Bengaluru: Karnataka, which is among only five Indian countries testing more than three crore samples since the Covid-19 outbreak last year, have seen more than the third one – 1.2 crores or 37% – of a total of 3.3 crore samples Tested in just 88 days between April 1 and June 27, 2021.
In this three months, the country tested an average of 1.4 lakh samples per day compared to 55,183 in the previous 388 days.
However, even though there was a surge in testing, the level of prospective for this period remained the highest, data analysis from March 2020 to June 2021 showed.
For example, one third of all tests conducted in this period produced almost two-thirds of positive cases in the country so far.
Disconnect: Nearly 18.4 lakh from the case of the state of the state of the state was reported between April and June this year.
This places the level of participation for the period of 14.7% which is surprising.
A relative, in three months between January and March 2021, the country’s positioning level was only 1.07% – 77,508 cases of more than 72 lakh samples were tested (see graph).
There is no data about individuals.
The overall pioneering level in Karnataka is slightly more than 8%, while the period between March and December has a 6.5% participant level.
While the country has tested more than 3.3 crore samples so far – more than 1.9 crores (58% of the total tests) were carried out after December 31 – no data about how many people were truly tested.
The state certainly does not test 3.3 crore people because this means that almost 50% of the total population will be tested.
“Of course there are many samples tested during the second wave that belong to the same person who might have been tested before too.
There are thousands of people who have tested themselves several times, there is no data specifically in the actual number of people tested,” said a person Official.
Rat vs RT-PCrnotwawags The pressure to increase testing drastically, Karnataka has successfully tested most of the samples using RT-PCR, which is considered a gold standard, even because many other countries have attracted a flee to rely on a quick antigen test (mouse).
On June 27, only 18% or 6.1 lakh samples in this country were tested using mice, and the majority of the remaining samples were carried out using RPCR and other methods.
This, in fact, was better than the share of mice owned by the country at the end of last year – 26% of the 1.4 crore tests carried out until December 2020 was carried out using mice.
The government did not provide separation of how many of the 2.7 crore samples tested at this time using a non-mouse method tested using RPCR specifically, but officials said the majority of them were carried out using this method.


Exercise:
This exercise asks for a copy of each line in the records below with the word "EDLW" in it.

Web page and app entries
════════════════════

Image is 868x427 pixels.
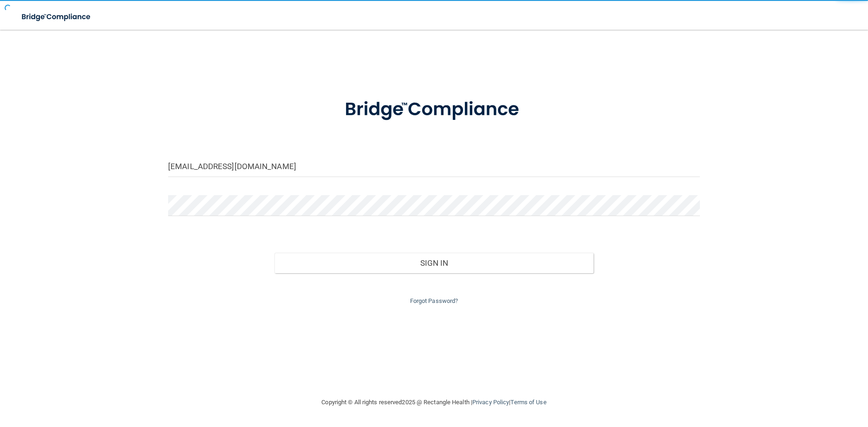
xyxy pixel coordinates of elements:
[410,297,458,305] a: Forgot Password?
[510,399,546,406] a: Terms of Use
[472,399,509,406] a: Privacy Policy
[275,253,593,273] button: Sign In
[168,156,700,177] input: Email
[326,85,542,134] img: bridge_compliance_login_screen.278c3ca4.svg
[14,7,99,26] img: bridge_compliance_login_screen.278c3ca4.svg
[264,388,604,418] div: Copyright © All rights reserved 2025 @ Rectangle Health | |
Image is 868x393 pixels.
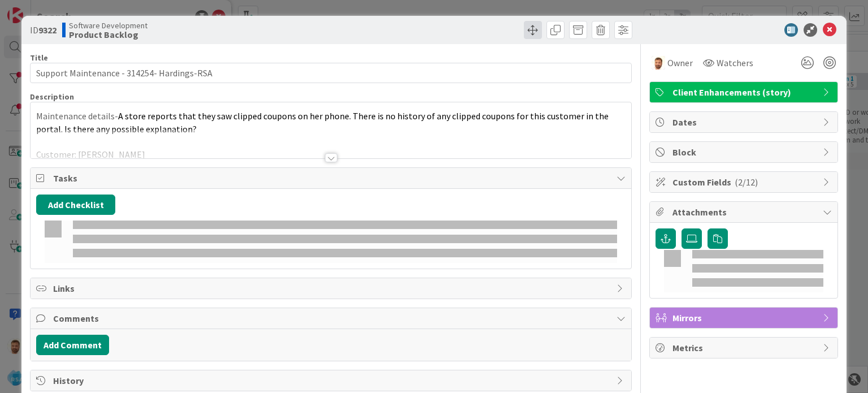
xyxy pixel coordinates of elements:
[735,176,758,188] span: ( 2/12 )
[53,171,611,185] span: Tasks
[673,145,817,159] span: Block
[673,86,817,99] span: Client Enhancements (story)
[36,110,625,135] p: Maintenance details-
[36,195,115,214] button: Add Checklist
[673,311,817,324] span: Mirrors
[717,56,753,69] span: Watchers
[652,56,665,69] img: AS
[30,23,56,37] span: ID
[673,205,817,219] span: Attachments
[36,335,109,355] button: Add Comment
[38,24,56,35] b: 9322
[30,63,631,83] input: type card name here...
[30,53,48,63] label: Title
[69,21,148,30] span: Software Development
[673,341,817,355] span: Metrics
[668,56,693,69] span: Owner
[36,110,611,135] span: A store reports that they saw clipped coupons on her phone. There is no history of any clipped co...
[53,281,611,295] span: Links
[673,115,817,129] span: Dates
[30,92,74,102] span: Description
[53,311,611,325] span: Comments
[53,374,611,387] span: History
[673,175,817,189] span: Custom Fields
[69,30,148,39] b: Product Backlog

════════════════════

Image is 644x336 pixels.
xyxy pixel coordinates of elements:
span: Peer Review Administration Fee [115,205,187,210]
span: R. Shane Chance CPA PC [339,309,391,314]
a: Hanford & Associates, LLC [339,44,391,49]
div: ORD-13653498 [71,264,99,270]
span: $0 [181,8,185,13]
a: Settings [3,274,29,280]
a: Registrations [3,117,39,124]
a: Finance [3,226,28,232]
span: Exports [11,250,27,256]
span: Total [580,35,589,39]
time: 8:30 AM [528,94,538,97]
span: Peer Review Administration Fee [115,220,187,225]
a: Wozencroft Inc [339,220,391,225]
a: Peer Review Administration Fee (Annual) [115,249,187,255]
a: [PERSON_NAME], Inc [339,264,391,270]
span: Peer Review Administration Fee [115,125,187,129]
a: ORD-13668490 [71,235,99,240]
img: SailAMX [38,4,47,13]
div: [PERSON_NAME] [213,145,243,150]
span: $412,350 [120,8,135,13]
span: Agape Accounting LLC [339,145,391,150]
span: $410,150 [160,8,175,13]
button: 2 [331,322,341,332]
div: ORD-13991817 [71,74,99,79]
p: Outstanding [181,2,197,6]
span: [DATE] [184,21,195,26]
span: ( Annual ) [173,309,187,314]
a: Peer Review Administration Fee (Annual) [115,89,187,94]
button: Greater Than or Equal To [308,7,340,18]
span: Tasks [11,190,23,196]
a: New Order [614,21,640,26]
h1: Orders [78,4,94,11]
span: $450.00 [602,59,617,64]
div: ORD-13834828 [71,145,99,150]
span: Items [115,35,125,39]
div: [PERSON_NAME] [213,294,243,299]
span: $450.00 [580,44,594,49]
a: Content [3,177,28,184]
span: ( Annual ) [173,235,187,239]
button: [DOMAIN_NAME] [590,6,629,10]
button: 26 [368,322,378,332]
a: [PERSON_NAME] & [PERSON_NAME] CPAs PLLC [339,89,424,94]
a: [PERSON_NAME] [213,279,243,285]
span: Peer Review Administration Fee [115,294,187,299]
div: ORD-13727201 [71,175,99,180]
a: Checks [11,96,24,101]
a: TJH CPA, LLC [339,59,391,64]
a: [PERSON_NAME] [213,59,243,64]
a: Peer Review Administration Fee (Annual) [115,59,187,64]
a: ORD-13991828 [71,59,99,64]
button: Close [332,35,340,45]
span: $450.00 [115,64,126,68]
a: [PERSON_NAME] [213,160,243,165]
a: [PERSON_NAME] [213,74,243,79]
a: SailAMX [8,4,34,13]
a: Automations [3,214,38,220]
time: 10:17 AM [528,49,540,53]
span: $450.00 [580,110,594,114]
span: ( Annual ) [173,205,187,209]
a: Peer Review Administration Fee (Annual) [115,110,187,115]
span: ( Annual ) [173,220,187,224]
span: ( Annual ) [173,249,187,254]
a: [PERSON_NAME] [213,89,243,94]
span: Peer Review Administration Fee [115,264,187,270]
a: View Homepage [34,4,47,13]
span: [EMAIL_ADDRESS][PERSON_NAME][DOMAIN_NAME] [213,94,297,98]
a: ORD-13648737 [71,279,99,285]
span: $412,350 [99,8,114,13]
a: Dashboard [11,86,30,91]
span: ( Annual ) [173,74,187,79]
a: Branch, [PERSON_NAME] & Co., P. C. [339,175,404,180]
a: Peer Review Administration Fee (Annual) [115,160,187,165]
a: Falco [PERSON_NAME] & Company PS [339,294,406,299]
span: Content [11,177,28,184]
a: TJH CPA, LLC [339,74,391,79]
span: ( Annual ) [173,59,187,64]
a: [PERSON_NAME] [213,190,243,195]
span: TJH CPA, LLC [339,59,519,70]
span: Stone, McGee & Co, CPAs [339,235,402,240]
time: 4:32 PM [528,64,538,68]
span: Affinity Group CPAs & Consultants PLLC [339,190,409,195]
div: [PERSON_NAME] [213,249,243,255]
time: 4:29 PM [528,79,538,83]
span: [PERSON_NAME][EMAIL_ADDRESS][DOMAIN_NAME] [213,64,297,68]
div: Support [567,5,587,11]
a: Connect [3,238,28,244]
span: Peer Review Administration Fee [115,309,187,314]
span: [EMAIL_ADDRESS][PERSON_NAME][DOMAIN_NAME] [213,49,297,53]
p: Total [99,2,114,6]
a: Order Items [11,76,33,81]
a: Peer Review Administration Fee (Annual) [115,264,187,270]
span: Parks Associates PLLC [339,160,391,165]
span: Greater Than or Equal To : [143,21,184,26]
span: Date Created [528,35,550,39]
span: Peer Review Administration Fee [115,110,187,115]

════════════════════

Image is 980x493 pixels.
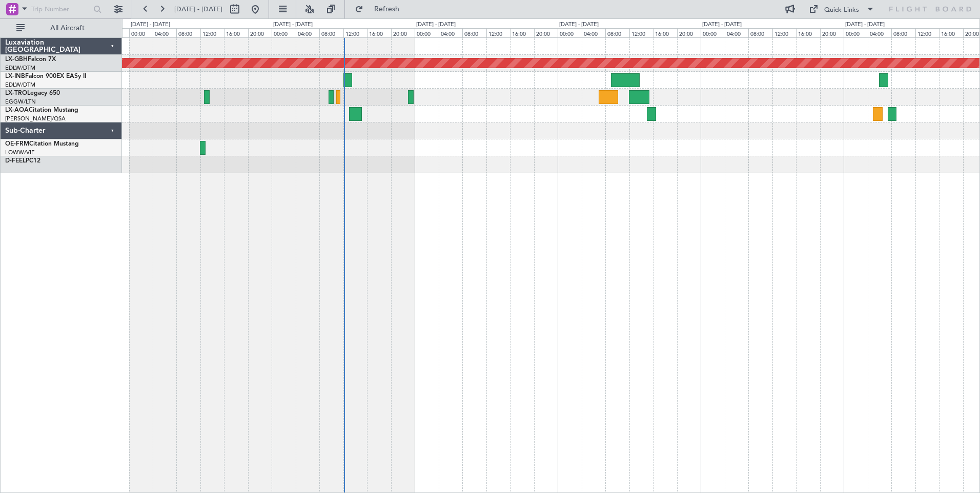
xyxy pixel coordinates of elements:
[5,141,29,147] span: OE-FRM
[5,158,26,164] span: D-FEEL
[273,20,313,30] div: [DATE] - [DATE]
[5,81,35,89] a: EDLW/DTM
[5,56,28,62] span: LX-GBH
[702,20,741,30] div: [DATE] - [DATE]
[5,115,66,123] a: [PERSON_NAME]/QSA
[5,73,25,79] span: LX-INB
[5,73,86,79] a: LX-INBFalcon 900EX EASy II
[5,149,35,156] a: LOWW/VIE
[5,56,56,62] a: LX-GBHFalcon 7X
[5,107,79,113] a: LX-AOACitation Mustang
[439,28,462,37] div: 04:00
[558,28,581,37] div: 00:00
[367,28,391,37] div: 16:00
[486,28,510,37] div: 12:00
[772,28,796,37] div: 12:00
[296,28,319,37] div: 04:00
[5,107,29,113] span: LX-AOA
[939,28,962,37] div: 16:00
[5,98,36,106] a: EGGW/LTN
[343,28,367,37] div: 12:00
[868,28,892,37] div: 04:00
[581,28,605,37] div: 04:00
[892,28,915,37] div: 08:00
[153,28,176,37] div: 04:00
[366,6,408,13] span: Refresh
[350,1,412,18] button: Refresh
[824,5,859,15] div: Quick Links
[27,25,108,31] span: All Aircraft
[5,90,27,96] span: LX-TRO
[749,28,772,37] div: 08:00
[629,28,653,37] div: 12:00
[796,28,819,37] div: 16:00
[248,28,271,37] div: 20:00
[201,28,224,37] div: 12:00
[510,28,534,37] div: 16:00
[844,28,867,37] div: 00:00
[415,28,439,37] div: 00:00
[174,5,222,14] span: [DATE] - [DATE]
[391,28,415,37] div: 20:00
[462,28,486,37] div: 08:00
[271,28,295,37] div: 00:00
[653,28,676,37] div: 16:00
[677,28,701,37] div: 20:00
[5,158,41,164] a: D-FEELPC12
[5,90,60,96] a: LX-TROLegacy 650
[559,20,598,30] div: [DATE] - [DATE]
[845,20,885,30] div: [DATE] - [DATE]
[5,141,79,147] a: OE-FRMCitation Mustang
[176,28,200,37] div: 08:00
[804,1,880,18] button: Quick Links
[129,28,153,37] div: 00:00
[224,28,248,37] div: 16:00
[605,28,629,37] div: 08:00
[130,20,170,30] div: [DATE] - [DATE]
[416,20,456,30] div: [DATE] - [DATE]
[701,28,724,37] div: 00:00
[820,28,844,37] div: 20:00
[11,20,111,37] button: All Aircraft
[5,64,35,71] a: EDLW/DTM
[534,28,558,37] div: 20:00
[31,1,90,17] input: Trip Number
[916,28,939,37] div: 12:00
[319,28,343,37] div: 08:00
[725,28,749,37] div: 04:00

════════════════════

Task solution:
[5,81,35,89] a: EDLW/DTM
[5,64,35,71] a: EDLW/DTM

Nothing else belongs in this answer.